Spiecker's colleague, budget staff director John Ziegler, told legislators they have no choice but to find the money to house inmates.

"The state can't just say, 'We're not taking any more inmates.' They just back up in county jails," awaiting transfer, and the state must pay the bill, he explained.

But Denver's jail is already jammed to overflowing. Denver and Jefferson County both require the state to remove its prisoners within three days, Ziegler said.

Rep. Bernie Buescher, D-Mesa County, did some rough math, multiplying the inmate population growing at more than 1,000 a year by the cost of new prison construction at $100,000 per bed for maximum security.

"That's $100 million a year in capital construction, per year, as far out as we can see," he said, appalled.

Spiecker said that low-security prisons may cost slightly less, but then the state must add to the budget $20,000 to $30,000 per year, per inmate for operating costs.

"It's going to eat up our entire budget," Buescher said.

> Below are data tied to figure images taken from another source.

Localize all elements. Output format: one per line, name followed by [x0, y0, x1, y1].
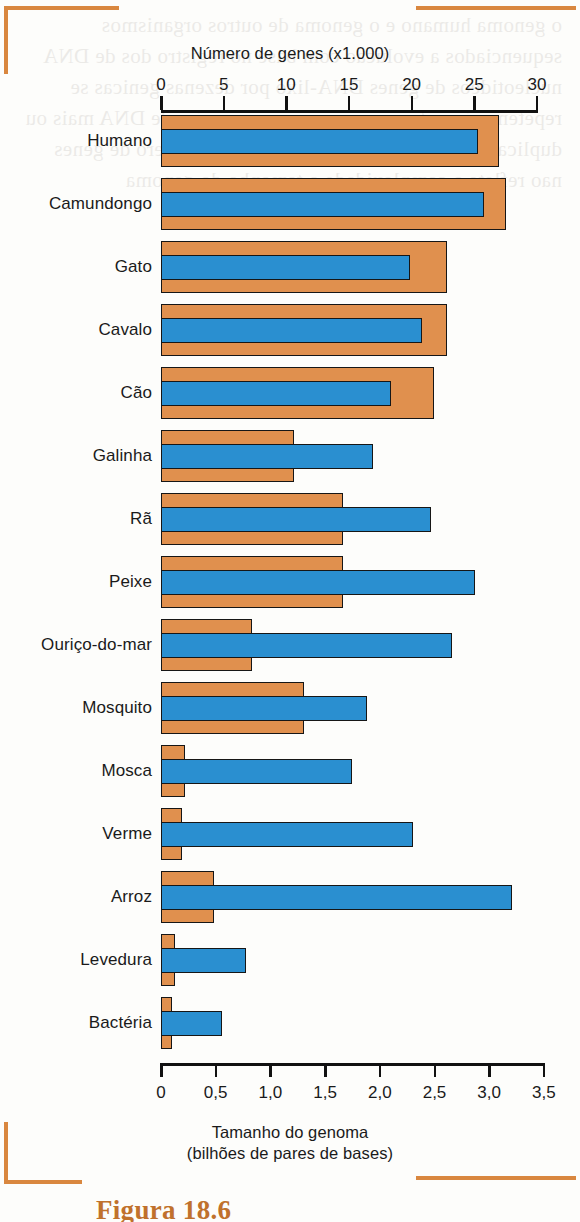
bottom-axis-tick	[269, 1063, 272, 1077]
bar-group	[161, 304, 561, 356]
bottom-axis-tick-label: 1,0	[248, 1083, 292, 1103]
top-axis-tick	[285, 96, 288, 110]
bar-group	[161, 808, 561, 860]
bar-group	[161, 934, 561, 986]
category-label-mosca: Mosca	[101, 761, 152, 781]
category-label-peixe: Peixe	[109, 572, 152, 592]
category-label-bact-ria: Bactéria	[89, 1013, 152, 1033]
top-axis-tick	[473, 96, 476, 110]
genome-size-bar	[161, 318, 422, 343]
category-label-ouri-o-do-mar: Ouriço-do-mar	[41, 635, 152, 655]
category-label-cavalo: Cavalo	[98, 320, 152, 340]
genome-size-bar	[161, 1011, 222, 1036]
bottom-axis-title-line2: (bilhões de pares de bases)	[0, 1143, 580, 1164]
category-label-arroz: Arroz	[111, 887, 152, 907]
bottom-axis-tick-label: 0	[139, 1083, 183, 1103]
genome-size-bar	[161, 129, 478, 154]
bottom-axis-tick	[543, 1063, 546, 1077]
top-axis-tick	[411, 96, 414, 110]
corner-bracket-bottom-right-horizontal	[416, 1176, 576, 1180]
bottom-axis-line	[161, 1063, 544, 1066]
category-label-galinha: Galinha	[93, 446, 152, 466]
bar-group	[161, 871, 561, 923]
bottom-axis-tick	[160, 1063, 163, 1077]
bottom-axis-tick-label: 2,5	[413, 1083, 457, 1103]
corner-bracket-top-left-horizontal	[4, 6, 119, 10]
category-label-camundongo: Camundongo	[49, 194, 152, 214]
genome-size-bar	[161, 570, 475, 595]
bar-group	[161, 115, 561, 167]
top-axis-tick-label: 0	[139, 75, 183, 95]
bottom-axis-tick-label: 1,5	[303, 1083, 347, 1103]
bar-group	[161, 682, 561, 734]
bottom-axis-title: Tamanho do genoma (bilhões de pares de b…	[0, 1122, 580, 1164]
bar-group	[161, 241, 561, 293]
category-label-c-o: Cão	[121, 383, 153, 403]
top-axis-tick-label: 25	[452, 75, 496, 95]
genome-size-bar	[161, 444, 373, 469]
bottom-axis-tick	[434, 1063, 437, 1077]
genome-size-bar	[161, 507, 431, 532]
top-axis-tick	[160, 96, 163, 110]
top-axis-tick-label: 30	[515, 75, 559, 95]
genome-size-bar	[161, 381, 391, 406]
category-label-verme: Verme	[102, 824, 152, 844]
category-label-mosquito: Mosquito	[82, 698, 152, 718]
bottom-axis-title-line1: Tamanho do genoma	[0, 1122, 580, 1143]
genome-size-bar	[161, 255, 410, 280]
genome-size-bar	[161, 885, 512, 910]
bar-group	[161, 556, 561, 608]
genome-size-bar	[161, 633, 452, 658]
genome-size-bar	[161, 948, 246, 973]
corner-bracket-top-left-vertical	[4, 6, 8, 74]
category-label-humano: Humano	[87, 131, 152, 151]
plot-area	[161, 113, 561, 1061]
bar-group	[161, 745, 561, 797]
genome-size-bar	[161, 192, 484, 217]
bar-group	[161, 493, 561, 545]
top-axis-tick	[348, 96, 351, 110]
bottom-axis-tick-label: 3,5	[522, 1083, 566, 1103]
category-labels: HumanoCamundongoGatoCavaloCãoGalinhaRãPe…	[0, 113, 152, 1061]
top-axis-tick	[536, 96, 539, 110]
top-axis-tick-label: 5	[202, 75, 246, 95]
bar-group	[161, 997, 561, 1049]
top-axis-tick-label: 20	[390, 75, 434, 95]
bar-group	[161, 619, 561, 671]
category-label-gato: Gato	[115, 257, 152, 277]
genome-size-bar	[161, 822, 413, 847]
bar-group	[161, 430, 561, 482]
genome-size-bar	[161, 696, 367, 721]
genome-size-bar	[161, 759, 352, 784]
bottom-axis-tick-label: 3,0	[467, 1083, 511, 1103]
corner-bracket-top-right-horizontal	[416, 6, 576, 10]
bar-group	[161, 367, 561, 419]
genome-comparison-chart: Número de genes (x1.000) 051015202530 Hu…	[0, 0, 580, 1222]
bar-group	[161, 178, 561, 230]
top-axis-tick-label: 15	[327, 75, 371, 95]
bottom-axis-tick	[324, 1063, 327, 1077]
top-axis-title: Número de genes (x1.000)	[0, 44, 580, 63]
corner-bracket-bottom-left-vertical	[4, 1122, 8, 1184]
bottom-axis-tick	[379, 1063, 382, 1077]
bottom-axis-tick-label: 0,5	[194, 1083, 238, 1103]
top-axis-tick	[223, 96, 226, 110]
top-axis-tick-label: 10	[264, 75, 308, 95]
corner-bracket-bottom-left-horizontal	[4, 1180, 82, 1184]
category-label-levedura: Levedura	[80, 950, 152, 970]
bottom-axis-tick-label: 2,0	[358, 1083, 402, 1103]
figure-caption: Figura 18.6	[96, 1195, 231, 1222]
category-label-r-: Rã	[130, 509, 152, 529]
bottom-axis-tick	[488, 1063, 491, 1077]
bottom-axis-tick	[215, 1063, 218, 1077]
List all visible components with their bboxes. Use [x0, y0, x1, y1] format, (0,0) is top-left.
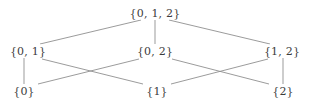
diagram-edge [40, 20, 141, 44]
hasse-diagram: {0, 1, 2}{0, 1}{0, 2}{1, 2}{0}{1}{2} [0, 0, 311, 108]
node-label-n02: {0, 2} [135, 45, 175, 58]
node-label-n0: {0} [11, 85, 37, 98]
node-label-n01: {0, 1} [8, 45, 48, 58]
node-label-n012: {0, 1, 2} [128, 7, 183, 20]
diagram-edge [42, 59, 143, 84]
node-label-n2: {2} [270, 85, 296, 98]
diagram-edge [38, 59, 139, 84]
node-label-n12: {1, 2} [262, 45, 302, 58]
diagram-edge [169, 20, 270, 44]
node-label-n1: {1} [144, 85, 170, 98]
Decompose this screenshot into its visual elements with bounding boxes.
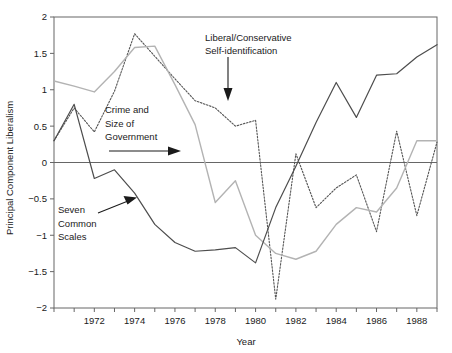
annotation-text-line: Common: [58, 218, 97, 229]
annotation-text-line: Size of: [105, 118, 134, 129]
x-tick-label: 1976: [164, 315, 185, 326]
x-tick-label: 1984: [326, 315, 347, 326]
annotation-text-line: Liberal/Conservative: [205, 32, 292, 43]
x-tick-label: 1982: [285, 315, 306, 326]
y-tick-label: 1: [42, 84, 47, 95]
y-tick-label: 2: [42, 11, 47, 22]
y-tick-label: −2: [36, 302, 47, 313]
x-tick-label: 1980: [245, 315, 266, 326]
y-tick-label: 0: [42, 157, 47, 168]
x-tick-label: 1974: [124, 315, 145, 326]
annotation-text-line: Scales: [58, 231, 87, 242]
y-tick-label: 0.5: [34, 121, 47, 132]
annotation-text-line: Seven: [58, 204, 85, 215]
x-tick-label: 1972: [84, 315, 105, 326]
y-tick-label: −1.5: [28, 266, 47, 277]
x-tick-label: 1988: [406, 315, 427, 326]
y-tick-label: −0.5: [28, 193, 47, 204]
x-tick-label: 1986: [366, 315, 387, 326]
chart-figure: −2−1.5−1−0.500.511.52 197219741976197819…: [0, 0, 452, 353]
y-tick-label: 1.5: [34, 48, 47, 59]
y-tick-label: −1: [36, 230, 47, 241]
chart-svg: −2−1.5−1−0.500.511.52 197219741976197819…: [0, 0, 452, 353]
x-axis-label: Year: [236, 336, 255, 347]
annotation-text-line: Government: [105, 131, 158, 142]
x-tick-label: 1978: [205, 315, 226, 326]
annotation-text-line: Self-identification: [205, 45, 277, 56]
y-axis-label: Principal Component Liberalism: [4, 101, 15, 235]
annotation-text-line: Crime and: [105, 104, 149, 115]
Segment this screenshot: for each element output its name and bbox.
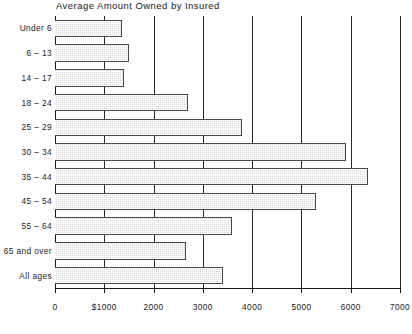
category-label: 55 – 64 — [0, 221, 52, 231]
x-tick-label: 3000 — [193, 302, 213, 312]
category-label: 45 – 54 — [0, 196, 52, 206]
bar-row — [55, 263, 400, 288]
x-tick-label: 2000 — [144, 302, 164, 312]
x-tick-mark — [55, 288, 56, 293]
bar — [55, 242, 186, 260]
x-tick-label: 5000 — [291, 302, 311, 312]
x-tick-label: 7000 — [390, 302, 410, 312]
bar-row — [55, 214, 400, 239]
bar — [55, 267, 223, 285]
gridline-7000 — [400, 16, 401, 288]
category-label: 35 – 44 — [0, 172, 52, 182]
bar-chart: Average Amount Owned by Insured Under 66… — [0, 0, 412, 334]
x-tick-label: $1000 — [92, 302, 117, 312]
plot-area — [55, 16, 400, 288]
bar — [55, 193, 316, 211]
bar — [55, 143, 346, 161]
bar-row — [55, 239, 400, 264]
x-tick-label: 4000 — [242, 302, 262, 312]
bar-row — [55, 189, 400, 214]
bar-row — [55, 41, 400, 66]
x-axis-ticks: 0$1000200030004000500060007000 — [55, 288, 401, 318]
x-tick-mark — [301, 288, 302, 293]
category-label: 65 and over — [0, 246, 52, 256]
bar — [55, 44, 129, 62]
x-tick-mark — [252, 288, 253, 293]
bar — [55, 168, 368, 186]
bar — [55, 69, 124, 87]
x-tick-mark — [154, 288, 155, 293]
bar-row — [55, 164, 400, 189]
category-label: 6 – 13 — [0, 48, 52, 58]
bar — [55, 94, 188, 112]
category-label: 14 – 17 — [0, 73, 52, 83]
category-label: 30 – 34 — [0, 147, 52, 157]
x-tick-mark — [104, 288, 105, 293]
bar-row — [55, 140, 400, 165]
category-label: 18 – 24 — [0, 98, 52, 108]
bar-row — [55, 65, 400, 90]
bar-row — [55, 90, 400, 115]
x-tick-mark — [203, 288, 204, 293]
category-label: All ages — [0, 271, 52, 281]
category-label: Under 6 — [0, 23, 52, 33]
x-tick-mark — [351, 288, 352, 293]
bar — [55, 217, 232, 235]
x-tick-label: 0 — [52, 302, 57, 312]
bar — [55, 20, 122, 38]
x-tick-label: 6000 — [341, 302, 361, 312]
bar-row — [55, 115, 400, 140]
bar-row — [55, 16, 400, 41]
category-label: 25 – 29 — [0, 122, 52, 132]
bar — [55, 119, 242, 137]
x-tick-mark — [400, 288, 401, 293]
category-axis-labels: Under 66 – 1314 – 1718 – 2425 – 2930 – 3… — [0, 16, 52, 288]
chart-title: Average Amount Owned by Insured — [56, 0, 220, 11]
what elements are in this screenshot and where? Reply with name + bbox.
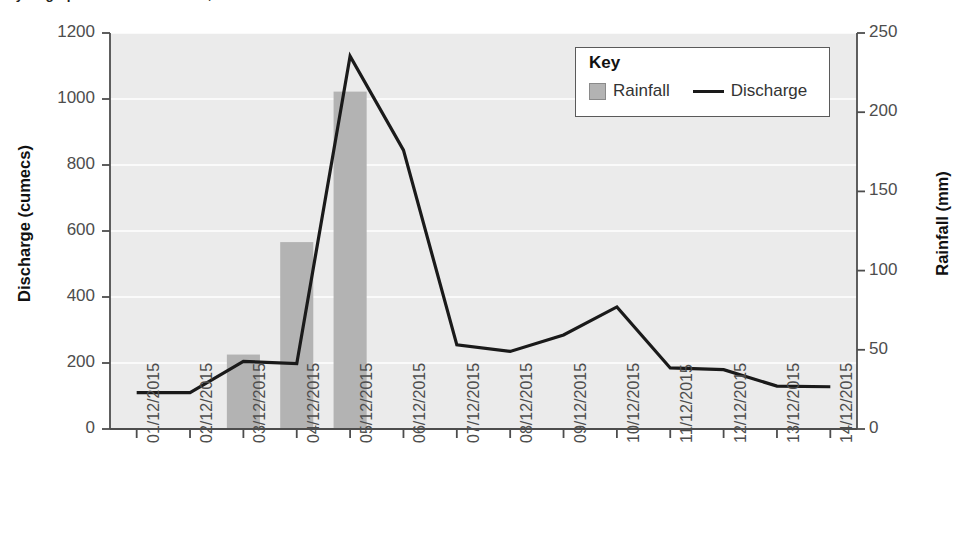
x-tick-label: 11/12/2015: [678, 364, 696, 443]
y-tick-label-right: 200: [869, 101, 897, 121]
y-tick-label-right: 100: [869, 260, 897, 280]
y-tick-label-right: 150: [869, 180, 897, 200]
discharge-swatch-icon: [693, 90, 724, 93]
rainfall-swatch-icon: [589, 83, 606, 100]
x-tick-label: 12/12/2015: [732, 363, 750, 443]
x-tick-label: 03/12/2015: [251, 363, 269, 443]
x-tick-label: 09/12/2015: [572, 363, 590, 443]
x-tick-label: 04/12/2015: [305, 363, 323, 443]
y-tick-label-left: 400: [67, 286, 95, 306]
y-tick-label-left: 600: [67, 220, 95, 240]
x-tick-label: 08/12/2015: [518, 363, 536, 443]
x-tick-label: 10/12/2015: [625, 363, 643, 443]
y-tick-label-left: 200: [67, 352, 95, 372]
y-tick-label-left: 800: [67, 154, 95, 174]
y-tick-label-right: 0: [869, 418, 878, 438]
y-tick-label-left: 1000: [57, 88, 95, 108]
y-axis-left-labels: 020040060080010001200: [20, 0, 95, 560]
y-tick-label-left: 0: [86, 418, 95, 438]
y-tick-label-right: 50: [869, 339, 888, 359]
x-tick-label: 13/12/2015: [785, 363, 803, 443]
y-axis-right-labels: 050100150200250: [869, 0, 949, 560]
x-tick-label: 07/12/2015: [465, 363, 483, 443]
y-tick-label-left: 1200: [57, 22, 95, 42]
hydrograph-chart: Hydrograph for the River Greta, Keswick …: [0, 0, 953, 560]
y-tick-label-right: 250: [869, 22, 897, 42]
x-tick-label: 14/12/2015: [838, 363, 856, 443]
legend-label-rainfall: Rainfall: [613, 81, 670, 101]
legend-title: Key: [589, 53, 620, 73]
x-tick-label: 06/12/2015: [411, 363, 429, 443]
x-tick-label: 05/12/2015: [358, 363, 376, 443]
legend-label-discharge: Discharge: [731, 81, 808, 101]
legend-entries: Rainfall Discharge: [589, 81, 807, 101]
x-tick-label: 02/12/2015: [198, 363, 216, 443]
x-tick-label: 01/12/2015: [145, 363, 163, 443]
legend: Key Rainfall Discharge: [575, 47, 830, 117]
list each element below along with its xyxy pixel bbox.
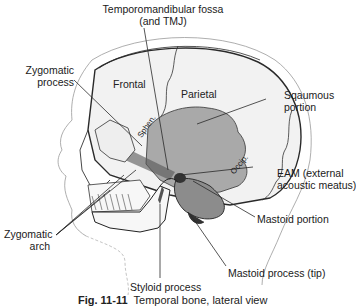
label-mastoid-process-tip: Mastoid process (tip) (228, 267, 325, 279)
label-zygomatic-arch: Zygomatic arch (4, 228, 50, 252)
label-styloid-process: Styloid process (130, 281, 201, 293)
label-zygomatic-process: Zygomatic process (20, 64, 74, 88)
caption-text: Temporal bone, lateral view (134, 294, 268, 306)
caption-number: Fig. 11-11 (78, 294, 128, 306)
region-frontal: Frontal (113, 78, 146, 90)
region-parietal: Parietal (181, 88, 217, 100)
figure-caption: Fig. 11-11Temporal bone, lateral view (78, 294, 267, 306)
label-eam: EAM (external acoustic meatus) (277, 167, 356, 191)
label-squamous-portion: Sqaumous portion (284, 89, 334, 113)
label-temporomandibular-fossa: Temporomandibular fossa (and TMJ) (88, 3, 238, 27)
label-mastoid-portion: Mastoid portion (257, 213, 329, 225)
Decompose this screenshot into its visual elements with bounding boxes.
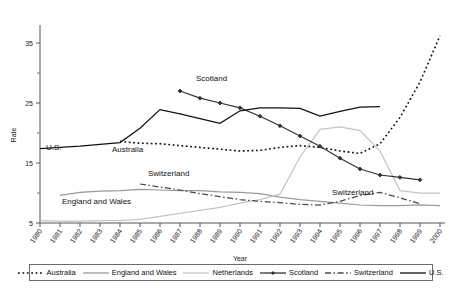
x-tick-label: 1995 (329, 227, 344, 244)
y-tick-label: 5 (29, 220, 33, 227)
legend-item-australia[interactable]: Australia (15, 268, 80, 277)
x-tick-label: 1982 (69, 227, 84, 244)
series-marker-scotland (238, 106, 242, 110)
series-marker-scotland (378, 173, 382, 177)
series-annotation: Switzerland (148, 169, 189, 178)
series-marker-scotland (218, 101, 222, 105)
legend-label: Scotland (289, 268, 322, 277)
legend-label: Australia (47, 268, 80, 277)
series-annotation: Switzerland (332, 188, 373, 197)
x-tick-label: 1986 (149, 227, 164, 244)
legend-swatch-icon (83, 269, 109, 277)
x-tick-label: 1991 (249, 227, 264, 244)
x-tick-label: 1992 (269, 227, 284, 244)
x-tick-label: 1988 (189, 227, 204, 244)
series-annotation: U.S. (46, 143, 62, 152)
x-tick-label: 1997 (369, 227, 384, 244)
legend-swatch-icon (183, 269, 209, 277)
legend-label: Switzerland (354, 268, 397, 277)
legend-swatch-icon (260, 269, 286, 277)
x-tick-label: 1996 (349, 227, 364, 244)
x-tick-label: 1990 (229, 227, 244, 244)
legend-item-scotland[interactable]: Scotland (257, 268, 322, 277)
x-tick-label: 1985 (129, 227, 144, 244)
x-tick-label: 1983 (89, 227, 104, 244)
x-tick-label: 1989 (209, 227, 224, 244)
x-tick-label: 1987 (169, 227, 184, 244)
series-annotation: England and Wales (62, 197, 131, 206)
x-tick-label: 1998 (389, 227, 404, 244)
legend-item-u-s-[interactable]: U.S. (397, 268, 448, 277)
legend-swatch-icon (18, 269, 44, 277)
x-tick-label: 2000 (429, 227, 444, 244)
series-marker-scotland (398, 176, 402, 180)
x-tick-label: 1993 (289, 227, 304, 244)
y-tick-label: 15 (25, 160, 33, 167)
y-tick-label: 25 (25, 100, 33, 107)
legend-label: U.S. (429, 268, 448, 277)
series-annotation: Scotland (196, 74, 227, 83)
series-line-australia (120, 36, 440, 154)
chart-container: 5152535Rate19801981198219831984198519861… (0, 0, 461, 293)
series-line-u-s- (40, 107, 380, 149)
line-chart: 5152535Rate19801981198219831984198519861… (0, 0, 461, 265)
legend-label: England and Wales (112, 268, 181, 277)
legend-label: Netherlands (212, 268, 256, 277)
y-tick-label: 35 (25, 40, 33, 47)
legend-swatch-icon (400, 269, 426, 277)
series-annotation: Australia (112, 145, 144, 154)
series-marker-scotland (178, 89, 182, 93)
series-marker-scotland (198, 96, 202, 100)
x-tick-label: 1980 (29, 227, 44, 244)
legend-item-netherlands[interactable]: Netherlands (180, 268, 256, 277)
chart-legend: AustraliaEngland and WalesNetherlandsSco… (29, 264, 433, 281)
legend-item-switzerland[interactable]: Switzerland (322, 268, 397, 277)
legend-item-england-and-wales[interactable]: England and Wales (80, 268, 181, 277)
x-tick-label: 1981 (49, 227, 64, 244)
y-axis-title: Rate (10, 128, 17, 143)
x-tick-label: 1994 (309, 227, 324, 244)
legend-swatch-icon (325, 269, 351, 277)
series-marker-scotland (418, 178, 422, 182)
x-axis-title: Year (233, 255, 248, 262)
x-tick-label: 1999 (409, 227, 424, 244)
x-tick-label: 1984 (109, 227, 124, 244)
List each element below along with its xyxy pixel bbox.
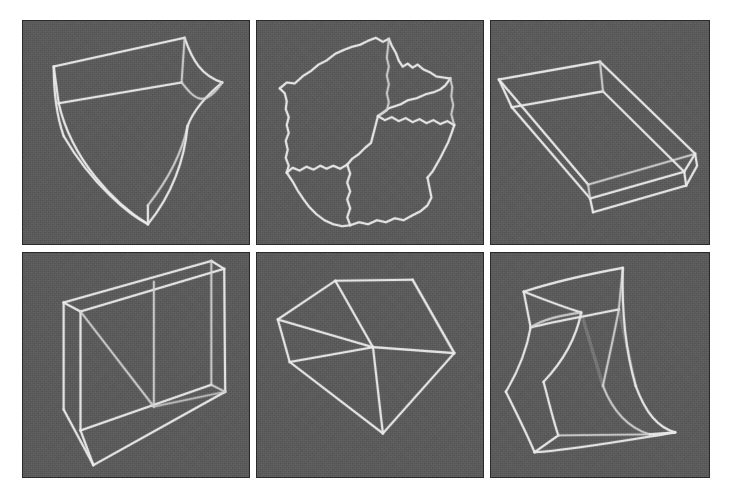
wire-halo-group (280, 38, 454, 226)
wire-halo-group (499, 62, 697, 213)
open-top-bin-wireframe (23, 253, 249, 477)
noisy-irregular-cube-wireframe (257, 21, 483, 244)
wireframe-figure-grid (22, 20, 710, 478)
panel-open-top-bin (22, 252, 250, 478)
hourglass-curved-box-wireframe (491, 253, 709, 477)
skewed-polyhedron-wireframe (257, 253, 483, 477)
panel-skewed-polyhedron (256, 252, 484, 478)
open-shallow-tray-wireframe (491, 21, 709, 244)
wire-halo-group (54, 38, 223, 224)
wire-line-group (278, 280, 454, 434)
tapered-curved-box-wireframe (23, 21, 249, 244)
panel-open-shallow-tray (490, 20, 710, 245)
wire-line-group (64, 261, 226, 465)
wire-line-group (280, 38, 454, 226)
panel-hourglass-curved-box (490, 252, 710, 478)
wire-line-group (506, 268, 675, 452)
panel-tapered-curved-box (22, 20, 250, 245)
panel-noisy-irregular-cube (256, 20, 484, 245)
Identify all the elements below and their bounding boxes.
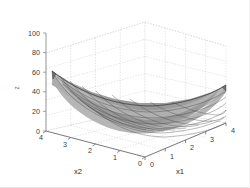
- x1-tick-label-0: 0: [150, 160, 154, 169]
- x2-axis-title: x2: [74, 167, 82, 176]
- x2-tick-label-2: 2: [88, 146, 92, 155]
- x1-axis-title: x1: [176, 167, 184, 176]
- x2-tick-label-3: 3: [63, 140, 67, 149]
- z-axis-ticks: 100 80 60 40 20 0: [28, 29, 46, 136]
- x1-tick-label-3: 3: [210, 135, 214, 144]
- x1-tick-label-4: 4: [231, 126, 235, 135]
- z-tick-label-100: 100: [28, 29, 40, 38]
- surface-plot-3d: 100 80 60 40 20 0 z 4 3 2 1 0 x2: [0, 0, 250, 188]
- x1-tick-label-1: 1: [170, 152, 174, 161]
- z-tick-label-20: 20: [32, 107, 40, 116]
- z-tick-label-80: 80: [32, 48, 40, 57]
- x2-tick-label-4: 4: [39, 133, 43, 142]
- z-axis-title: z: [13, 86, 20, 89]
- z-tick-label-60: 60: [32, 68, 40, 77]
- z-tick-label-40: 40: [32, 87, 40, 96]
- x1-tick-label-2: 2: [190, 143, 194, 152]
- x2-tick-label-1: 1: [113, 153, 117, 162]
- figure-container: 100 80 60 40 20 0 z 4 3 2 1 0 x2: [0, 0, 250, 188]
- x2-tick-label-0: 0: [138, 159, 142, 168]
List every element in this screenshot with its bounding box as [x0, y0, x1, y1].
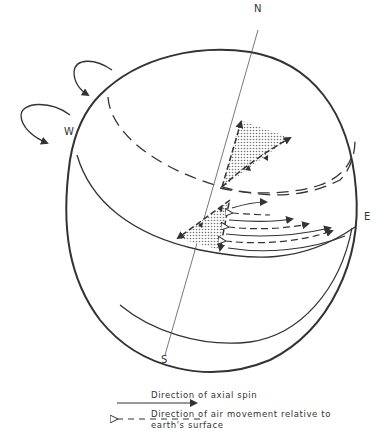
label-south: S: [161, 354, 168, 365]
label-north: N: [254, 3, 262, 14]
globe-diagram: [0, 0, 390, 444]
legend-air-movement-label-line1: Direction of air movement relative to: [151, 409, 331, 419]
southern-stipple-wedge: [178, 200, 230, 250]
lower-band-line: [120, 228, 352, 343]
label-east: E: [364, 211, 371, 222]
northern-stipple-wedge: [222, 120, 290, 188]
legend-axial-spin-label: Direction of axial spin: [151, 390, 257, 400]
legend-air-movement-label-line2: earth's surface: [151, 420, 224, 430]
label-west: W: [64, 126, 74, 137]
globe-outline: [66, 50, 356, 372]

"We can't continue at this pace," Spiecker said.

At the back of his 100-page briefing packet, Spiecker pointed out some of the factors driving the phenomenal growth in inmate population. The obvious reasons, including increased criminality, were joined by legislation meant to crack down on crime.

One is a habitual-offender law that triples the maximum sentence on a third felony. The same law doles out life sentences to habitual offenders who commit a violent crime.

Spiecker also suggested increasing community corrections funding. That's because 297 inmates are backed up in the prisons, ready for release to community corrections, but awaiting space.

The state also is paying for another 290 state prisoners who have been approved for diversion from prisons to community corrections, but they are stuck in jails for lack of space, he said.